UK Corp feasts in Spain

Spain UK

In spite of Spain’s troublesome economic horizon, British investments relentlessly keep increasing their presence in the country. A look at the map shows that UK companies aren’t just interested in sectors where their hand has been visible for a long time, like mining, but have shifted towards the Spanish former public monopolies, from tobacco to telecoms.

Imperial Tobacco, for instance, now controls Altadis, which was a merger of the old Tabacalera with France’s Seita. Then, there is British Airways, in a somehow complex process of integration with Iberia. And Vodafone, the second telecom operator and Telefonica’s main competitor in Spain after it acquired Airtel.

Yet, these British large corporations are not alone in their long-term plans of tapping the Spanish domestic market. Leading businesses in the UK landed in Spain many years ago, like Cadbury Schweppes, Diageo (J&B and Jhnnie Walker), British American Tobacco, pharmaceutical companies GlaxoSmithKline and Astrazeneca, Imperial Chemical Industries, BP and Royal Dutch Shell, insurance firms Aviva and Halifax, car rents Avis, luxury brand Burberry, developers Colliers and Taylor Whimpey, mining Rio Tinto Group, and still some others like Kesa, National Express, Barclays, Royal Bank of Scotland and Lloyds.

According to official ICEX data about foreign investment, British gross investments in Spain in 2011 rose by 341 percent comparing to 2010 to €6.6 billion and reached the top place in the list of global investment in Spain. The UK received €4.1 billion of gross investment from Spain, 40 percent less than in the previous year.

British investments went into the air transport sector (€3.93 billion) and financial services (€1.4 billion), followed by telecommunications (€547 million). There are some 700 companies from the UK working in Spain–300 Spanish companies operate in the UK… and complain they had no warm welcome in the island. Does anyone need being reminded of the Armada claims by most British financial commentators when Banco Santander bought Abbey National, Bradford & Bingley, and Alliance & Leicester? Or when Telefónica acquired O2? Or when Iberdrola took Scottish Power, and a Ferrovial-led consortium pocketed their main airports?

Spanish fashion industry’s big names like Inditex and Mango are popular among Britons, though, and share a successful record with others in different fields, like Gamesa and Abengoa in renewable energy, Acciona, FCC and ACS in construction, or Repsol, Mapfre, Fagor, Acerinox, Abertis and Sol Meliá.

The conclusion is obvious: the UK and Spain are much closer than some headlines would make readers believe.

About the Author

The Corner
The Corner has a team of on-the-ground reporters in capital cities ranging from New York to Beijing. Their stories are edited by the teams at the Spanish magazine Consejeros (for members of companies’ boards of directors) and at the stock market news site Consenso Del Mercado (market consensus). They have worked in economics and communication for over 25 years.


*Required work:* Where an entry below contains an image, skip the image and copy the rest exactly.

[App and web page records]

-=-=-=-=-

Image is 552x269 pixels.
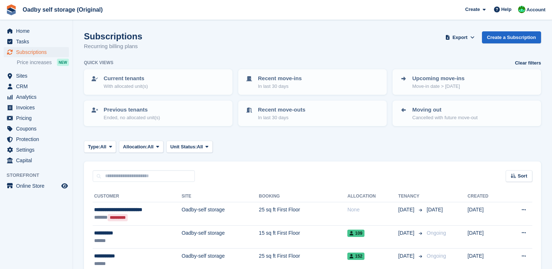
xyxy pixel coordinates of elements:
[170,143,197,151] span: Unit Status:
[4,145,69,155] a: menu
[104,83,148,90] p: With allocated unit(s)
[4,26,69,36] a: menu
[197,143,203,151] span: All
[258,74,302,83] p: Recent move-ins
[427,230,446,236] span: Ongoing
[482,31,541,43] a: Create a Subscription
[258,114,305,122] p: In last 30 days
[104,106,160,114] p: Previous tenants
[399,206,416,214] span: [DATE]
[4,36,69,47] a: menu
[4,47,69,57] a: menu
[16,155,60,166] span: Capital
[468,226,505,249] td: [DATE]
[412,74,465,83] p: Upcoming move-ins
[399,230,416,237] span: [DATE]
[4,71,69,81] a: menu
[468,191,505,203] th: Created
[412,83,465,90] p: Move-in date > [DATE]
[20,4,106,16] a: Oadby self storage (Original)
[347,206,398,214] div: None
[16,36,60,47] span: Tasks
[258,83,302,90] p: In last 30 days
[104,114,160,122] p: Ended, no allocated unit(s)
[4,124,69,134] a: menu
[84,141,116,153] button: Type: All
[4,92,69,102] a: menu
[182,226,259,249] td: Oadby-self storage
[347,230,365,237] span: 109
[166,141,213,153] button: Unit Status: All
[16,81,60,92] span: CRM
[4,155,69,166] a: menu
[444,31,476,43] button: Export
[6,4,17,15] img: stora-icon-8386f47178a22dfd0bd8f6a31ec36ba5ce8667c1dd55bd0f319d3a0aa187defe.svg
[16,181,60,191] span: Online Store
[412,106,478,114] p: Moving out
[527,6,546,14] span: Account
[4,181,69,191] a: menu
[465,6,480,13] span: Create
[259,203,348,226] td: 25 sq ft First Floor
[4,81,69,92] a: menu
[84,31,142,41] h1: Subscriptions
[347,253,365,260] span: 152
[85,70,232,94] a: Current tenants With allocated unit(s)
[16,134,60,145] span: Protection
[393,101,541,126] a: Moving out Cancelled with future move-out
[84,42,142,51] p: Recurring billing plans
[239,101,386,126] a: Recent move-outs In last 30 days
[501,6,512,13] span: Help
[85,101,232,126] a: Previous tenants Ended, no allocated unit(s)
[259,191,348,203] th: Booking
[347,191,398,203] th: Allocation
[468,203,505,226] td: [DATE]
[399,253,416,260] span: [DATE]
[16,47,60,57] span: Subscriptions
[412,114,478,122] p: Cancelled with future move-out
[17,59,52,66] span: Price increases
[4,103,69,113] a: menu
[100,143,107,151] span: All
[427,207,443,213] span: [DATE]
[4,134,69,145] a: menu
[16,103,60,113] span: Invoices
[7,172,73,179] span: Storefront
[515,59,541,67] a: Clear filters
[518,6,526,13] img: Stephanie
[427,253,446,259] span: Ongoing
[16,113,60,123] span: Pricing
[16,26,60,36] span: Home
[119,141,164,153] button: Allocation: All
[60,182,69,191] a: Preview store
[258,106,305,114] p: Recent move-outs
[57,59,69,66] div: NEW
[147,143,154,151] span: All
[16,124,60,134] span: Coupons
[393,70,541,94] a: Upcoming move-ins Move-in date > [DATE]
[16,145,60,155] span: Settings
[84,59,114,66] h6: Quick views
[88,143,100,151] span: Type:
[4,113,69,123] a: menu
[182,191,259,203] th: Site
[239,70,386,94] a: Recent move-ins In last 30 days
[259,226,348,249] td: 15 sq ft First Floor
[399,191,424,203] th: Tenancy
[518,173,527,180] span: Sort
[93,191,182,203] th: Customer
[16,92,60,102] span: Analytics
[17,58,69,66] a: Price increases NEW
[123,143,147,151] span: Allocation:
[182,203,259,226] td: Oadby-self storage
[104,74,148,83] p: Current tenants
[16,71,60,81] span: Sites
[453,34,468,41] span: Export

-=-=-=-=-

*Written response:*
Image is 552x269 pixels.
xyxy pixel coordinates of elements:
[170,143,197,151] span: Unit Status:
[4,145,69,155] a: menu
[104,83,148,90] p: With allocated unit(s)
[4,26,69,36] a: menu
[197,143,203,151] span: All
[258,74,302,83] p: Recent move-ins
[427,230,446,236] span: Ongoing
[482,31,541,43] a: Create a Subscription
[258,114,305,122] p: In last 30 days
[104,106,160,114] p: Previous tenants
[399,206,416,214] span: [DATE]
[4,36,69,47] a: menu
[4,47,69,57] a: menu
[16,155,60,166] span: Capital
[468,226,505,249] td: [DATE]
[412,74,465,83] p: Upcoming move-ins
[399,230,416,237] span: [DATE]
[4,71,69,81] a: menu
[468,191,505,203] th: Created
[412,83,465,90] p: Move-in date > [DATE]
[20,4,106,16] a: Oadby self storage (Original)
[347,206,398,214] div: None
[16,36,60,47] span: Tasks
[258,83,302,90] p: In last 30 days
[104,114,160,122] p: Ended, no allocated unit(s)
[4,124,69,134] a: menu
[84,141,116,153] button: Type: All
[4,92,69,102] a: menu
[182,226,259,249] td: Oadby-self storage
[347,230,365,237] span: 109
[166,141,213,153] button: Unit Status: All
[16,81,60,92] span: CRM
[4,155,69,166] a: menu
[444,31,476,43] button: Export
[6,4,17,15] img: stora-icon-8386f47178a22dfd0bd8f6a31ec36ba5ce8667c1dd55bd0f319d3a0aa187defe.svg
[16,181,60,191] span: Online Store
[412,106,478,114] p: Moving out
[527,6,546,14] span: Account
[4,181,69,191] a: menu
[465,6,480,13] span: Create
[259,203,348,226] td: 25 sq ft First Floor
[4,81,69,92] a: menu
[84,31,142,41] h1: Subscriptions
[347,253,365,260] span: 152
[85,70,232,94] a: Current tenants With allocated unit(s)
[16,134,60,145] span: Protection
[393,101,541,126] a: Moving out Cancelled with future move-out
[84,42,142,51] p: Recurring billing plans
[239,101,386,126] a: Recent move-outs In last 30 days
[501,6,512,13] span: Help
[85,101,232,126] a: Previous tenants Ended, no allocated unit(s)
[259,191,348,203] th: Booking
[347,191,398,203] th: Allocation
[468,203,505,226] td: [DATE]
[399,253,416,260] span: [DATE]
[16,47,60,57] span: Subscriptions
[412,114,478,122] p: Cancelled with future move-out
[17,59,52,66] span: Price increases
[4,103,69,113] a: menu
[100,143,107,151] span: All
[427,207,443,213] span: [DATE]
[4,134,69,145] a: menu
[16,103,60,113] span: Invoices
[7,172,73,179] span: Storefront
[515,59,541,67] a: Clear filters
[518,6,526,13] img: Stephanie
[427,253,446,259] span: Ongoing
[16,113,60,123] span: Pricing
[16,26,60,36] span: Home
[119,141,164,153] button: Allocation: All
[60,182,69,191] a: Preview store
[258,106,305,114] p: Recent move-outs
[57,59,69,66] div: NEW
[147,143,154,151] span: All
[16,124,60,134] span: Coupons
[393,70,541,94] a: Upcoming move-ins Move-in date > [DATE]
[16,145,60,155] span: Settings
[84,59,114,66] h6: Quick views
[88,143,100,151] span: Type:
[4,113,69,123] a: menu
[182,191,259,203] th: Site
[239,70,386,94] a: Recent move-ins In last 30 days
[259,226,348,249] td: 15 sq ft First Floor
[399,191,424,203] th: Tenancy
[518,173,527,180] span: Sort
[93,191,182,203] th: Customer
[16,92,60,102] span: Analytics
[17,58,69,66] a: Price increases NEW
[123,143,147,151] span: Allocation:
[182,203,259,226] td: Oadby-self storage
[104,74,148,83] p: Current tenants
[16,71,60,81] span: Sites
[453,34,468,41] span: Export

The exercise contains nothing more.